Hot Search
No search results found
- Write an article
- Post discussion
- Create a list
- Upload a video
Author and editor Malcolm Cowley was born on 8/24/1898 in Belsano, Pennsylvania. He interrupted his studies at Harvard University for service in World War I, in which he was an ambulance driver for the US Army on the French front. He returned to Harvard after the war, and graduated in 1920. He then studied at the University of Montpellier in France. He worked for an architectural catalog for a while, then went freelance, contributing book reviews to various magazines and translating the works of several French authors into English.

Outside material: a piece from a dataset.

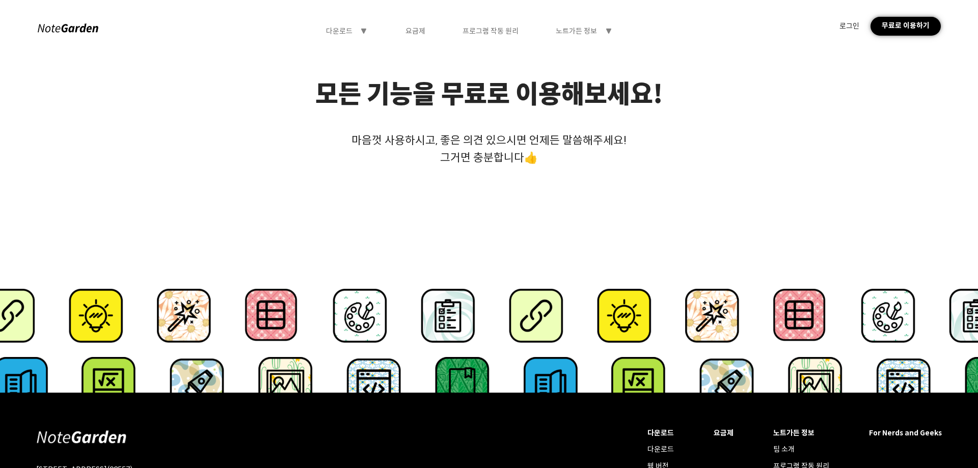 This screenshot has height=468, width=978. Describe the element at coordinates (849, 26) in the screenshot. I see `div: 로그인` at that location.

In 1929 he became associate editor of "The New Republic" magazine and was head of its literary department for 13 years. He wrote the semi-autobiographical "Exile's Return", about the effect of World War I on American writers, such as F. Scott Fitzgerald, and how their experiences in turn affected American literature. In 1944 he left "The New Republic" and struck out on his own as a writer, although he was a literary advisor to the Viking Press publishing house from 1948. He wrote several books and edited several collections of books by other writers. He became quite in demand as a lecturer at colleges and universities. He was twice president of the National Institute of Arts and Letters, and was a Chancellor of the American Academy of Arts and Letters. He died of a heart attack in Milford, Connecticut, on March 28, 1989.